Pilot's rebellion has given the Congress the second shock- the first being Jyotiraditya Scindhia leaving the Congress in Madhya Pradesh and then joining the BJP. In Scindhia's case the Congress had reacted predictably- castigating the scion of the Gwalior Raj family publicly. But very few in the Congress admitted that it was too natural for Jyotiraditya to join the BJP. His grandmother Vijayaraje Schindhia was a towering figure of the Jan Sangh/BJP. His aunt Vasundhara Raje was till recently the BJP chief minister of Rajasthan. That Jyotiraditya's father Madhav Rao Schindhia was in the Congress and was a close buddy of Rajiv Gandhi does not make any case for the Congress to expect that his commitment to the 135-year-old party would be beyond question. His entry into the Congress became possible because the latter has lost its ideological mooring now.
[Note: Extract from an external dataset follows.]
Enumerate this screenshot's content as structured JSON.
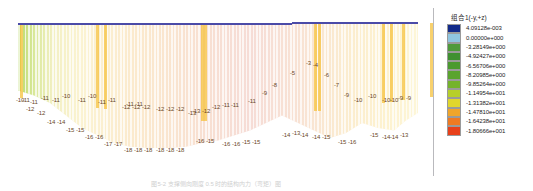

Before the entry of Rajiv Gandhi into Congress politics, the party had a long tradition of ideological continuity. Even Indira Gandhi had maintained it willynilly. Just consider some of the names who represented the Congress at the Centre and in the states during Indira's time- Prakash Chandra Sethi, Shyama Charan Shukla and Vidya Charan Shukla in Madhya Pradesh, Jagannath Mishra in Bihar, Hiteswar Saikia in Assam, Siddhartha Shankar Roy and Pranab Mukherjee in West Bengal, Y.B. Chavan in Maharashtra, K. Karunakaran and A.K. Antony in Kerala, Nandini Satpathy and J.B. Patnaik in Orissa etc. Two common threads will be found in these personalities. They were experienced and had long years of political background. None of them was an upstart. Secondly all of them had a socialist orientation in their outlook. So ideology had played a part, howsoever debatable Indira's legacy in the Congress may be.
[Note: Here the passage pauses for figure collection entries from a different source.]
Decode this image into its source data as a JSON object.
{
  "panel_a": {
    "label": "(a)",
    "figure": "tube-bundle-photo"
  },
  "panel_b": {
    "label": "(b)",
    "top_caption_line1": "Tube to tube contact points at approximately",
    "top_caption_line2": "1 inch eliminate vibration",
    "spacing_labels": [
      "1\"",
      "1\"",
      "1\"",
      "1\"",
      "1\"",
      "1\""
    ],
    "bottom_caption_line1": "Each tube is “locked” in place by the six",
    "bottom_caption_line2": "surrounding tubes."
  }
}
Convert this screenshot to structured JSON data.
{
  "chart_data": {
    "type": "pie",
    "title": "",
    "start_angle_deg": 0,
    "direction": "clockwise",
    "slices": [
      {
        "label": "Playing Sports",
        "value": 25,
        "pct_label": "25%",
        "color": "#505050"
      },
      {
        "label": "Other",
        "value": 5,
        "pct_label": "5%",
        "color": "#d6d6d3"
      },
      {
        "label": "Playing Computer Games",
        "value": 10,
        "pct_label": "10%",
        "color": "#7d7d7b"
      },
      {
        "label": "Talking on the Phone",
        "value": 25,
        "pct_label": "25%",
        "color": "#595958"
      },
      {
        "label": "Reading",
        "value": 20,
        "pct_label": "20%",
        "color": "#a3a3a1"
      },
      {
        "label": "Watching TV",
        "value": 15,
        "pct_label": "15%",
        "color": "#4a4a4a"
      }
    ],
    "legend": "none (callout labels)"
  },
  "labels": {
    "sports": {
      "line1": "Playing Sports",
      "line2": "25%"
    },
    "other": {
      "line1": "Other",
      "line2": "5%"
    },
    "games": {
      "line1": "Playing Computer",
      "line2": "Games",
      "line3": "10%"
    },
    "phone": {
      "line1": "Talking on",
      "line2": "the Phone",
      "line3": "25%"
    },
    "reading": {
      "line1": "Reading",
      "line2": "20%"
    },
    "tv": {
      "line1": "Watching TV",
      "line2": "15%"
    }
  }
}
Ashok Gehlot, the incumbent Rajasthan Chief Minister, has summed up in his own way the rebellion of Sachin Pilot and what it portends for the Congress. "These youngsters did not go through the rigour; they didn't have to struggle. (They) became minister, state chief straightway…" But he stopped short of tracing the root of such a phenomenon. It started with Rajiv Gandhi's tenure when he sidelined many time-tested stalwarts of the Congress and built up his new team comprising Amitabh Bachhan, Arun Singh, Arun Nehru, Suman Dubey etc. The most glaring deficiency in all these people was that none of them was grinded in old Congress tradition which is anti-feudal and anti-capitalist.
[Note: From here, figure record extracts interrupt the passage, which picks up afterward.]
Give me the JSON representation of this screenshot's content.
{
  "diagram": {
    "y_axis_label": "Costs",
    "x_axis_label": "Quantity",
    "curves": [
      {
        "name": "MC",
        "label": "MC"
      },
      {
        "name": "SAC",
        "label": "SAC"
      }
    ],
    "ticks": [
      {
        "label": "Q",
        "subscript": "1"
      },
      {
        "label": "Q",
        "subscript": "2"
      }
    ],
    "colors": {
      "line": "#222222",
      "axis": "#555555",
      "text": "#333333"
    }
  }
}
Very correctly Mani Shankar Aiyar has opined that the incidents of present day dissidence in the Congress are not products of any ideology. Equally correctly, he has taken three names in his article- Jayaprakash Narayan, Acharya Narendra Dev and Ashok Mehta who had left the Congress at different periods of time. But here Mani Shankar has committed one grave mistake. In spite of admitting that their departure was occasioned by ideology, he should have never taken the name of Jayprakash in the same paragraph which begins with a reference to Sachin Pilot and Jyotiraditya Scindhia. JP (as Jayprakash is lovingly called) was too, too big a personality to whom the soul of India would always remain grateful for the concept of freedom and equality that it enjoys now. Another instance which brings to fore Mani Shankar's limitations is his search for a proper leadership in the Congress. He cannot find anyone in this role except Sonia Gandhi, Rahul Gandhi and Priyanka Gandhi. "This is written into the party's DNA. Any one of them will do," he writes. But truth lies in the fact that if the Congress has to survive this DNA has to be destroyed and the party has to search for leaders from the rank and file of the party.

There is a time-tested adage - wisdom comes with experience and experience comes with age. Even if the Nehru-Gandhi family adheres to it now then even Congress will find it very difficult to bounce back because the DNA of family allegiance, as described by Mani Shankar Aiyr, will stand in its way.